Hello everybody! What's the weather like where you are? It is so dark and gloomy here I can barely see to MN! I'm not switching on the light as a small concession to credit crunch and global warming (not a big enough concesion to turn the computer off, you'll notice).
Anyway, where was I? We now have a large tureen of leek and potato soup (ingredients, as always, from the local organic farm) and so luncheon is served.
rebelmum - please come back! This is very definitely not a private conversation and we'd love to have you in our midst. It's just that with people running in and out all day long, bringing cakes, the constant traipsing out into the garden to supervise the children and the fact that we can't always see who has dozed off in the wing chair behind the aspidistra, we don't always spot who's here!
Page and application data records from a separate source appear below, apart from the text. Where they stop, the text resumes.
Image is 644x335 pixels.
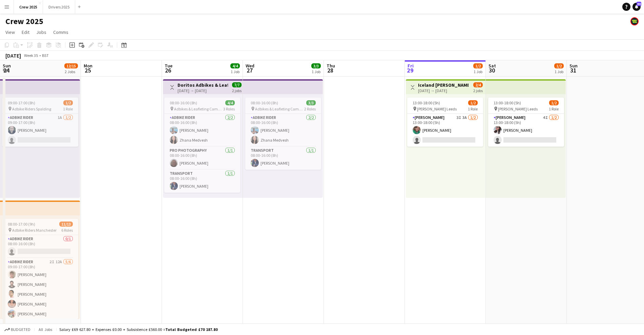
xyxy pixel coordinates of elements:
span: 2 Roles [304,106,316,111]
span: 2/4 [473,82,483,87]
app-card-role: Adbike Rider2I12A5/609:00-17:00 (8h)[PERSON_NAME][PERSON_NAME][PERSON_NAME][PERSON_NAME][PERSON_N... [3,258,78,330]
span: 4/4 [230,63,240,68]
span: Total Budgeted £70 187.80 [165,326,218,332]
app-card-role: Adbike Rider1A1/209:00-17:00 (8h)[PERSON_NAME] [3,114,78,146]
span: 12/15 [64,63,78,68]
app-card-role: [PERSON_NAME]4I1/213:00-18:00 (5h)[PERSON_NAME] [489,114,564,146]
div: 1 Job [555,69,564,74]
span: Jobs [36,29,46,35]
span: 1/2 [63,100,73,105]
div: [DATE] → [DATE] [418,88,469,93]
app-card-role: Transport1/108:00-16:00 (8h)[PERSON_NAME] [245,146,322,169]
app-job-card: 08:00-17:00 (9h)11/13 Adbike Riders Manchester6 RolesAdbike Rider0/108:00-16:00 (8h) Adbike Rider... [3,219,78,319]
a: View [3,28,18,37]
app-card-role: Adbike Rider2/208:00-16:00 (8h)[PERSON_NAME]Zhana Medvesh [245,114,322,146]
h3: Doritos Adbikes & Leafleting Camden [178,82,228,88]
span: Adbikes & Leafleting Camden [174,106,223,111]
span: Edit [21,29,29,35]
span: Tue [164,63,172,69]
span: Adbikes & Leafleting Camden [255,106,304,111]
span: 1/2 [473,63,483,68]
span: 3/3 [306,100,316,105]
span: 1/2 [554,63,564,68]
button: Budgeted [3,326,32,333]
div: 2 Jobs [64,69,78,74]
a: 50 [632,3,641,11]
div: 1 Job [312,69,321,74]
span: Thu [326,63,335,69]
app-user-avatar: Nicola Price [630,17,638,25]
span: Week 35 [22,53,39,58]
div: 1 Job [231,69,239,74]
span: Adbike Riders Manchester [12,228,57,232]
a: Jobs [34,28,49,37]
app-job-card: 13:00-18:00 (5h)1/2 [PERSON_NAME] Leeds1 Role[PERSON_NAME]3I3A1/213:00-18:00 (5h)[PERSON_NAME] [408,97,483,146]
span: All jobs [37,326,54,332]
div: [DATE] [6,52,21,59]
app-job-card: 08:00-16:00 (8h)4/4 Adbikes & Leafleting Camden3 RolesAdbike Rider2/208:00-16:00 (8h)[PERSON_NAME... [164,97,240,192]
a: Edit [19,28,32,37]
span: 08:00-16:00 (8h) [250,100,279,105]
span: 1/2 [549,100,559,105]
span: 13:00-18:00 (5h) [412,100,440,105]
span: 24 [2,66,11,74]
span: 29 [407,66,414,74]
span: 28 [325,66,335,74]
span: 3 Roles [223,106,235,111]
button: Drivers 2025 [43,0,75,14]
span: 50 [636,2,641,6]
button: Crew 2025 [14,0,43,14]
span: 31 [569,66,578,74]
span: 1 Role [549,106,559,111]
span: Fri [408,63,414,69]
span: [PERSON_NAME] Leeds [498,106,538,111]
span: View [6,29,15,35]
app-card-role: [PERSON_NAME]3I3A1/213:00-18:00 (5h)[PERSON_NAME] [408,114,483,146]
span: Sun [3,63,11,69]
span: 4/4 [225,100,235,105]
span: 09:00-17:00 (8h) [8,100,35,105]
span: 1/2 [468,100,478,105]
h3: Iceland [PERSON_NAME] Leeds [418,82,469,88]
span: 1 Role [63,106,73,111]
span: 3/3 [311,63,321,68]
span: 25 [83,66,92,74]
span: Comms [53,29,68,35]
span: Sun [569,63,578,69]
span: [PERSON_NAME] Leeds [417,106,457,111]
span: Adbike Riders Spalding [12,106,51,111]
span: 13:00-18:00 (5h) [494,100,521,105]
span: 27 [244,66,254,74]
span: 7/7 [232,82,242,87]
a: Comms [51,28,71,37]
app-card-role: Adbike Rider2/208:00-16:00 (8h)[PERSON_NAME]Zhana Medvesh [164,114,240,146]
div: 1 Job [474,69,483,74]
app-card-role: Transport1/108:00-16:00 (8h)[PERSON_NAME] [164,169,240,192]
span: 1 Role [468,106,478,111]
span: 30 [488,66,496,74]
span: Wed [245,63,254,69]
app-job-card: 08:00-16:00 (8h)3/3 Adbikes & Leafleting Camden2 RolesAdbike Rider2/208:00-16:00 (8h)[PERSON_NAME... [245,97,322,169]
span: 11/13 [60,221,73,226]
span: Budgeted [11,327,30,332]
app-card-role: Pro Photography1/108:00-16:00 (8h)[PERSON_NAME] [164,146,240,169]
h1: Crew 2025 [6,17,43,26]
span: 08:00-17:00 (9h) [8,221,35,226]
span: 6 Roles [61,228,73,232]
span: Sat [489,63,496,69]
div: 2 jobs [232,87,242,93]
div: 2 jobs [473,87,483,93]
app-card-role: Adbike Rider0/108:00-16:00 (8h) [3,235,78,258]
app-job-card: 09:00-17:00 (8h)1/2 Adbike Riders Spalding1 RoleAdbike Rider1A1/209:00-17:00 (8h)[PERSON_NAME] [3,97,78,146]
span: 26 [164,66,172,74]
span: 08:00-16:00 (8h) [170,100,197,105]
span: Mon [83,63,92,69]
div: Salary £69 627.80 + Expenses £0.00 + Subsistence £560.00 = [60,326,218,332]
div: BST [42,53,49,58]
app-job-card: 13:00-18:00 (5h)1/2 [PERSON_NAME] Leeds1 Role[PERSON_NAME]4I1/213:00-18:00 (5h)[PERSON_NAME] [489,97,564,146]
Everyone is very much welcome in the cafe. In fact, racingsnake, bbpants and mistlethrush probably won't mind me saying that they're pretty new here but they've made themselves at home and it's a delight to have them here.
Here, rebelmum - have some soup and crusty bread. I think we've still got a few of the lewd rolls from yesterday.
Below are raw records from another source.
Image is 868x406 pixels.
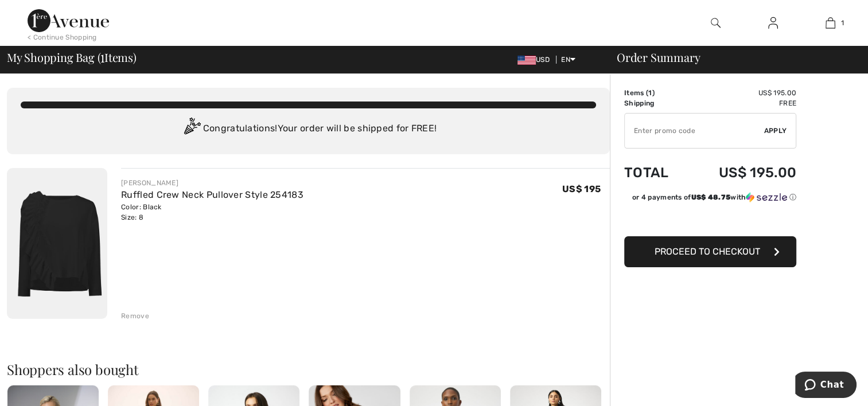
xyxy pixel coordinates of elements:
span: Proceed to Checkout [655,246,760,257]
span: US$ 48.75 [691,193,730,201]
span: 1 [649,89,652,97]
img: US Dollar [518,56,536,64]
td: Free [687,98,796,108]
a: 1 [802,16,859,30]
span: EN [561,56,576,64]
span: My Shopping Bag ( Items) [7,52,137,63]
img: Sezzle [746,192,787,203]
img: 1ère Avenue [28,9,109,32]
div: Remove [121,311,149,321]
div: [PERSON_NAME] [121,178,304,188]
td: Shipping [625,98,687,108]
a: Sign In [760,16,787,30]
button: Proceed to Checkout [625,236,796,267]
h2: Shoppers also bought [7,362,610,376]
div: Congratulations! Your order will be shipped for FREE! [21,118,596,140]
td: US$ 195.00 [687,88,796,98]
div: Order Summary [603,52,862,63]
td: Total [625,153,687,192]
td: Items ( ) [625,88,687,98]
img: Congratulation2.svg [180,118,203,140]
a: Ruffled Crew Neck Pullover Style 254183 [121,189,304,200]
div: < Continue Shopping [28,32,97,43]
iframe: PayPal-paypal [625,206,796,232]
div: Color: Black Size: 8 [121,202,304,222]
div: or 4 payments of with [633,192,796,203]
span: 1 [841,18,844,28]
span: US$ 195 [562,184,601,194]
iframe: Opens a widget where you can chat to one of our agents [796,371,857,400]
td: US$ 195.00 [687,153,796,192]
input: Promo code [625,113,764,148]
img: Ruffled Crew Neck Pullover Style 254183 [7,168,107,319]
span: USD [518,56,555,64]
span: Apply [764,125,787,136]
div: or 4 payments ofUS$ 48.75withSezzle Click to learn more about Sezzle [625,192,796,206]
img: search the website [711,16,720,30]
img: My Bag [826,16,835,30]
span: 1 [101,49,104,64]
img: My Info [769,16,778,30]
racingsnake - yes! I think it's fantastically lazy and glib to attribute everything (or at least everything negative) about an only child to their onliness. Nobody would dream of saying 'it's because he has red hair/sticking out ears/whatever'. We were taught very early on at uni that correlation does not necessarily mean cause and effect and it's something I often remember even now, aeons later. I'm sure it's true that, in the venn diagram of life, there is some overlap between people without siblings and people with poor social skills, but there's that same overlap for people with siblings too. I suspect that it's because generally, in our culture - although not on this thread, hurrah! - being an only child is perceived as a negative thing, and so other negative traits in that child are then attributed to their 'only' status.
Do people attribute the positive characteristics of only children to their only status in the same way, I wonder? I suspect not. I don't (alas) get the opportunity to eavesdrop in the classroom, but I doubt that anybody ever says 'BabyBocca has the reading age and vocabulary of a much older child - it must be because she's an only'. The one doesn't necessarily cause the other.
I'd better stop ranting now, though, or we'll scare our lovely new customer away. I expect she came in hoping for refreshments and a sit-down, not to listen to me on my soap box!